Student Loans for Spring Break? It’s More Common Than You Think

Many or all of the companies featured provide compensation to LendEDU. These commissions are how we maintain our free service for consumers. Compensation, along with hours of in-depth editorial research, determines where & how companies appear on our site.
It’s mid-March, which means it’s college spring break season.
From the shores of Florida and Mexico to the islands of the Caribbean and Bahamas, college students flock to the beaches to unwind from midterms with the help of cold beverages and lots of sun.
If you’re like us, you might wonder how so many college students living on a shoestring budget can afford to go on a not-so-cheap weeklong getaway.
For many students, vacations are funded by the same source that helps pay for day-to-day college costs: their parents.
But LendEDU discovered another source for spring break funding that might be shocking to some: student loans.
56.78% of In-School Student Borrowers Going On Spring Break Will Use Loan Money for Trip in 2018
LendEDU conducted a survey of 1,000 student loan borrowers who are currently enrolled at a four-year college to find out how many are using student loan money to help pay for their spring break trips this year.
Our survey found that 56.78 percent of current college students who have taken out student loan debt and are going on spring break this year are using their loan money to help pay for their fun-filled excursions.
When including respondents who are not taking a spring break vacation in 2018, that still leaves 44.4 percent of college borrowers overall who are using student loan money to help pay for their weeklong trips.
You might be wondering how this nifty maneuver is even possible. Well, when a student debtor is approved for financial aid, those funds are sent and administered by that student’s college’s financial aid office. The financial aid office takes out the necessary money to pay the college for that student’s course load.
Whatever money remains is sent to the student loan borrower in the form of a refund check. The refund check is intended to be used on living expenses or other school-related expenses, but there is no way of keeping track of where that excess money is spent.
Apparently, this money will come in handy for student borrowers looking to put together the last leg of funding for their spring break trips. And, depending on how you look at the stats, there is more than a two-to-one chance that will happen.
It’s Not Just Student Loans. Parents Chip In, Too
As a follow-up question, we asked those student loan-borrowing college students who are going on spring break in 2018 if their parents were helping pay for the trip.
Just a little over half of this pool of respondents, 50.51 percent, will receive assistance from their parents to pay for a spring break vacation this year.
As a student debtor, it’s probably savvier to ask your parents to help you pay for a spring break excursion rather than tap into your financial aid. More likely than not, parents won’t ask to be paid back, but the Department of Education will!
Methodology
All of the data that was used in this study was from an online poll commissioned by LendEDU and conducted online by polling company Pollfish. In total, 1,000 current four-year college students with student loan debt were surveyed. We did not specify what type of student loans the borrowers had to have (federal or private). The desired respondents were found and filtered via screener question. This poll was conducted over a five day span, starting on Mar. 8, 2018, and ending on Mar. 12, 2018. All respondents were asked to answer each question truthfully and to the best of their ability.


The task> Only lines holding "Other" are wanted; copy each of them from the records below.

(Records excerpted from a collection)
--- START ---
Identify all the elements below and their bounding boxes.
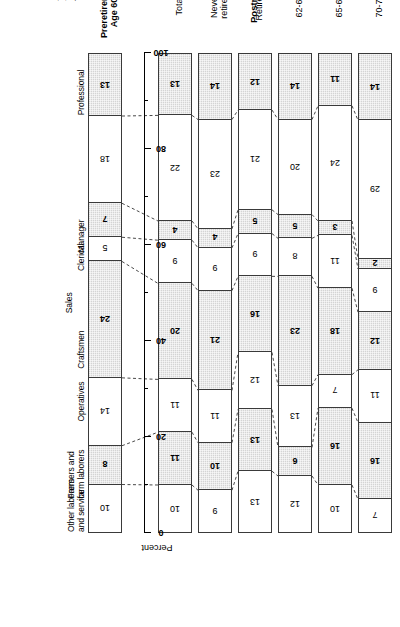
axis-tick-major (144, 340, 151, 341)
bar-segment-value: 5 (102, 244, 107, 254)
bar-segment: 2 (358, 259, 392, 269)
bar-segment-value: 14 (290, 81, 300, 91)
bar-segment: 18 (88, 116, 122, 203)
bar-segment-value: 9 (372, 285, 377, 295)
bar-segment: 21 (238, 110, 272, 210)
bar-segment-value: 5 (252, 216, 257, 226)
figure-caption-number: Figure 8–2. (55, 0, 69, 1)
bar-segment: 5 (238, 210, 272, 234)
bar-segment: 24 (88, 262, 122, 378)
bar-segment-value: 16 (370, 456, 380, 466)
bar-segment: 12 (238, 352, 272, 409)
bar-segment: 8 (278, 238, 312, 276)
bar-segment: 4 (198, 229, 232, 248)
axis-line (144, 53, 145, 533)
bar-segment: 10 (88, 485, 122, 533)
bar-segment-value: 14 (210, 81, 220, 91)
bar-segment-value: 20 (170, 326, 180, 336)
bar-segment-value: 23 (210, 169, 220, 179)
bar-segment-value: 24 (100, 314, 110, 324)
group-label: 70-74 (362, 0, 396, 43)
bar-segment-value: 7 (332, 386, 337, 396)
axis-tick-major (144, 436, 151, 437)
chart-plot-area: Other laborers and serviceFarmers and fa… (0, 0, 400, 627)
axis-tick-label: 100 (151, 48, 171, 58)
bar-segment-value: 12 (250, 77, 260, 87)
axis-tick-major (144, 532, 151, 533)
bar-segment-value: 18 (330, 326, 340, 336)
bar-segment: 11 (158, 379, 192, 432)
bar-segment-value: 12 (250, 375, 260, 385)
bar-segment: 4 (158, 221, 192, 240)
bar-segment-value: 10 (330, 504, 340, 514)
connector-line (122, 203, 158, 221)
bar-segment-value: 12 (370, 336, 380, 346)
bar-segment: 29 (358, 120, 392, 259)
group-label: 62-64 (282, 0, 316, 43)
bar-segment-value: 13 (170, 79, 180, 89)
bar-segment-value: 14 (100, 406, 110, 416)
axis-tick-label: 40 (151, 336, 171, 346)
bar-segment-value: 3 (332, 223, 337, 233)
bar-segment: 9 (198, 248, 232, 291)
bar-segment: 14 (88, 378, 122, 446)
bar-segment-value: 2 (372, 259, 377, 269)
postretirement-header: Postretirement - Age 62-74 (248, 0, 259, 23)
axis-tick-minor (144, 388, 148, 389)
bar-segment: 14 (358, 53, 392, 120)
bar-segment: 16 (318, 408, 352, 485)
bar-segment-value: 29 (370, 184, 380, 194)
axis-tick-label: 80 (151, 144, 171, 154)
bar-segment-value: 11 (330, 256, 339, 266)
group-label: 65-69 (322, 0, 356, 43)
connector-line (122, 261, 158, 283)
axis-tick-major (144, 244, 151, 245)
bar-segment-value: 21 (210, 335, 220, 345)
bar-segment: 23 (198, 120, 232, 229)
bar-segment: 16 (358, 423, 392, 500)
bar-segment-value: 22 (170, 163, 180, 173)
bar-segment-value: 13 (250, 435, 260, 445)
bar-segment: 14 (278, 53, 312, 120)
bar-segment: 6 (278, 447, 312, 476)
bar-segment-value: 11 (170, 400, 179, 410)
bar-group: 9101121942314 (198, 53, 232, 533)
bar-segment-value: 11 (370, 391, 379, 401)
bar-segment-value: 5 (292, 221, 297, 231)
bar-segment-value: 9 (172, 256, 177, 266)
bar-segment-value: 21 (250, 154, 260, 164)
category-label: Farmers and farm laborers (67, 450, 86, 499)
bar-group: 1081424571813 (88, 53, 122, 533)
figure-caption: Figure 8–2. Occupational Distribution of… (54, 0, 88, 1)
bar-segment: 11 (358, 370, 392, 423)
category-labels: Other laborers and serviceFarmers and fa… (8, 53, 86, 533)
category-label: Craftsmen (77, 331, 87, 369)
bar-segment: 14 (198, 53, 232, 120)
bar-segment-value: 9 (252, 250, 257, 260)
category-label: Manager (77, 220, 87, 253)
bar-segment: 3 (318, 221, 352, 235)
category-label: Professional (77, 70, 87, 116)
bar-segment: 9 (358, 269, 392, 312)
bar-segment: 13 (88, 53, 122, 116)
bar-segment-value: 7 (372, 511, 377, 521)
axis-tick-label: 20 (151, 432, 171, 442)
bar-segment: 20 (158, 283, 192, 379)
axis-tick-minor (144, 484, 148, 485)
bar-segment: 23 (278, 276, 312, 385)
group-label: Never retired (202, 0, 236, 43)
bar-segment-value: 11 (170, 453, 180, 463)
axis-tick-label: 0 (151, 528, 171, 538)
bar-group: 13131216952112 (238, 53, 272, 533)
bar-segment-value: 13 (250, 497, 260, 507)
axis-tick-minor (144, 292, 148, 293)
group-label: Total (162, 0, 196, 43)
bar-segment-value: 10 (210, 461, 220, 471)
bar-segment-value: 18 (100, 154, 110, 164)
axis-tick-minor (144, 100, 148, 101)
bar-segment-value: 10 (170, 504, 180, 514)
bar-segment-value: 23 (290, 326, 300, 336)
bar-segment: 10 (198, 443, 232, 491)
bar-segment-value: 11 (210, 411, 219, 421)
axis-tick-label: 60 (151, 240, 171, 250)
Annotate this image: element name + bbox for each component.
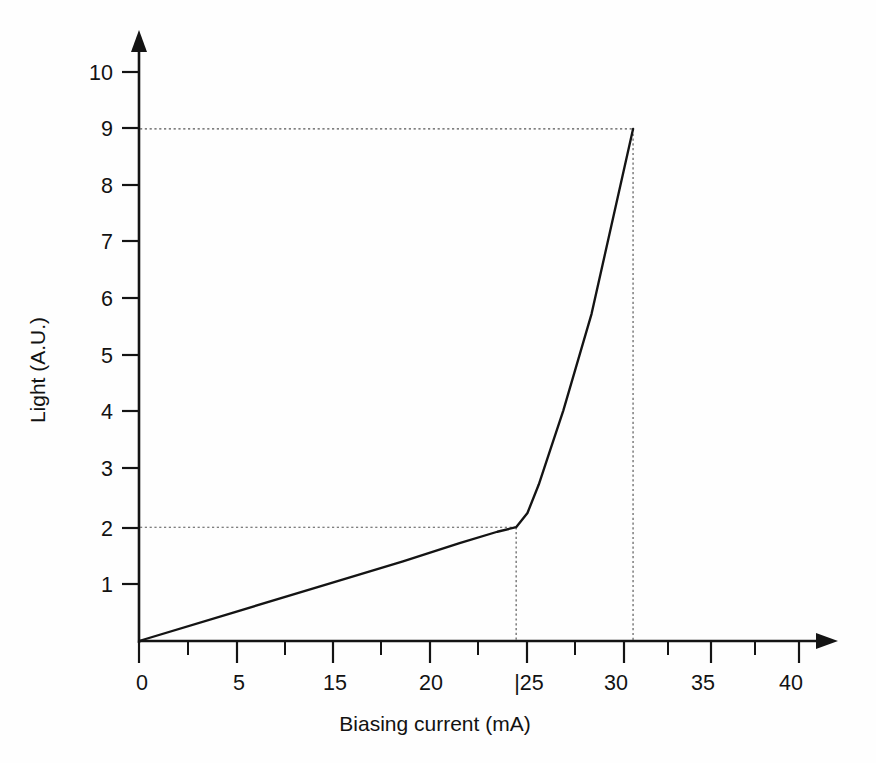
--- END ---
Response to this exercise>
chart-plot-area: Other laborers and serviceFarmers and fa… (0, 0, 400, 627)
category-labels: Other laborers and serviceFarmers and fa… (8, 53, 86, 533)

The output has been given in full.